Landlords brought constitutional challenge to ordinance prohibiting landlords from refusing to rent property to prospective tenants when that refusal was motivated by desire to avoid Section 8 requirements.
The District Court granted summary judgment to landlords. City appealed. The Court of Appeals reversed and remanded. Landlords sought review, which was granted.
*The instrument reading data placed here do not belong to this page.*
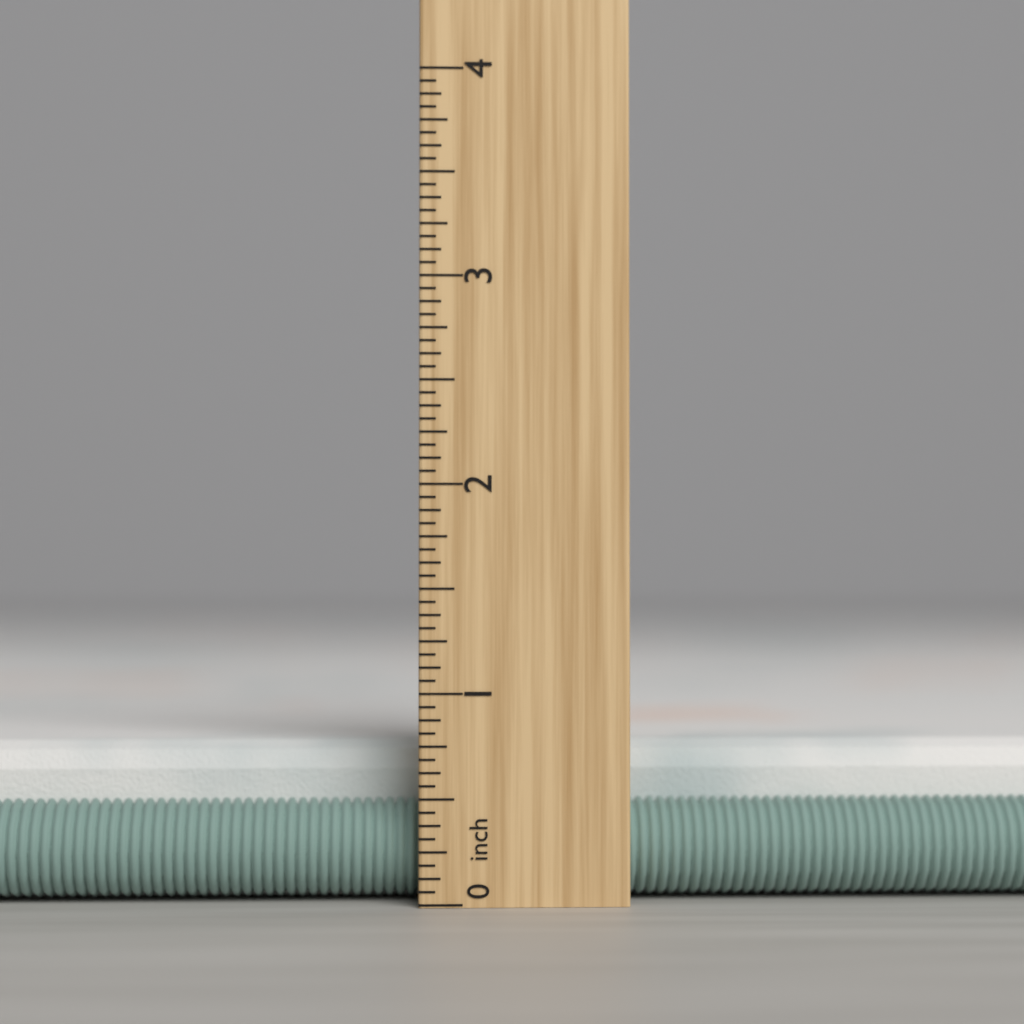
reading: 0.7500 inch
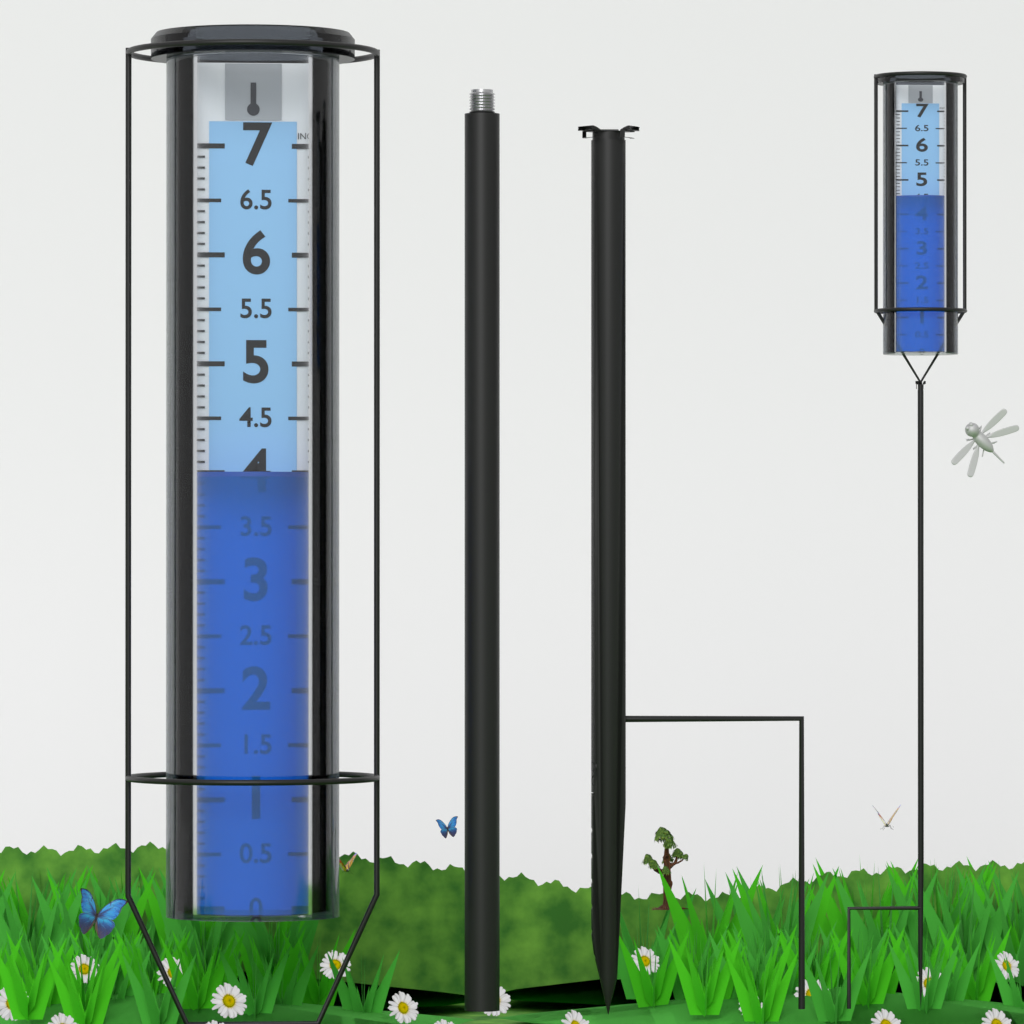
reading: 4.0 in
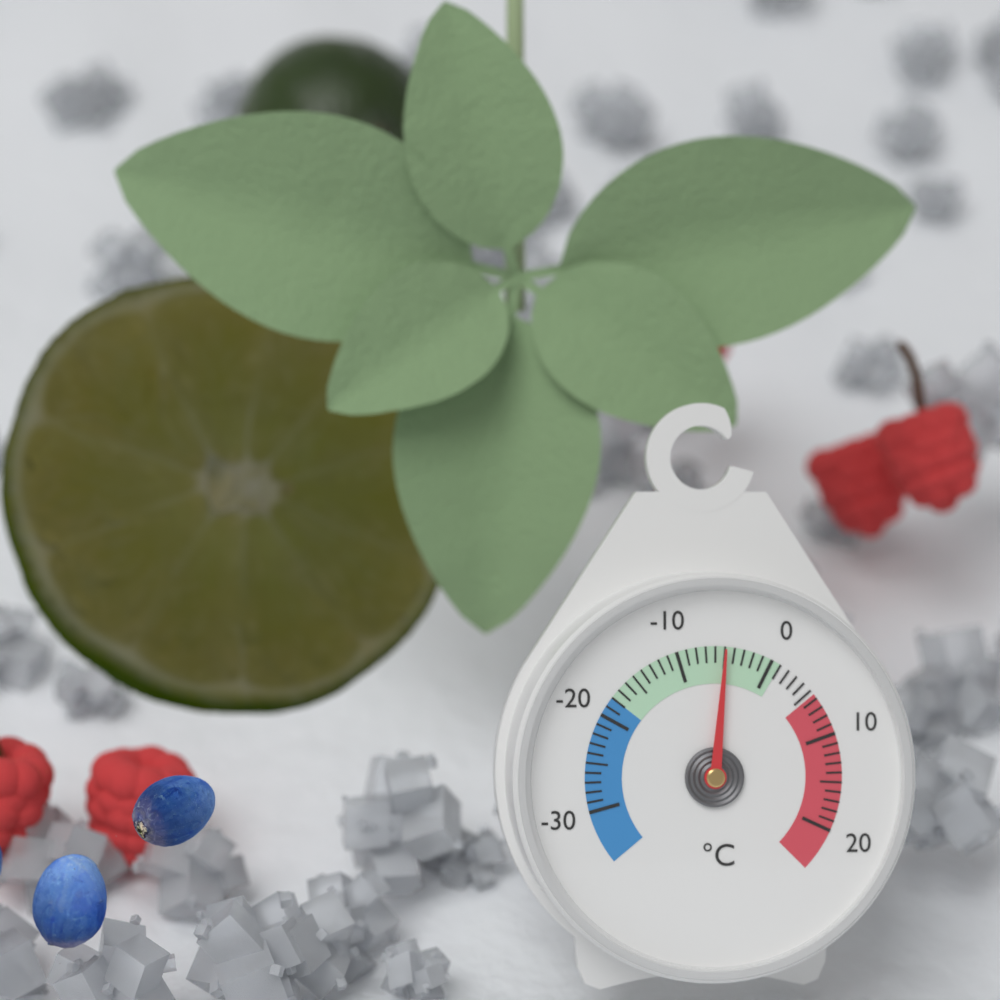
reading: -5 °C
The Supreme Court held that:
- Ordinance was reasonable means to achieve city’s purposes of increasing housing opportunities for voucher holders, addressing discriminatory effects of housing denials, and prohibiting prejudice-based discrimination, supporting finding that ordinance satisfied rational basis standard as to due process claim;
- Unless a law that treats groups of people differently impacts fundamental rights or creates a suspect class, it does not violate the equal protection principle of the state constitution when it is a rational means of achieving a legislative body’s legitimate policy goal; however, this rule is subject to an important exception, which is that under the equal protection guarantee of the state constitution, court holds lawmakers to a higher standard of evidence when a statutory classification demonstrably and adversely affects one race differently than other races, even if the lawmakers’ purpose in enacting the law was not to affect any race differently; and
- Distinction created by ordinance between certain landlords was rational method to achieve exemption’s legislative purpose of administrative efficiency, and therefore ordinance did not violate equal protection guarantee.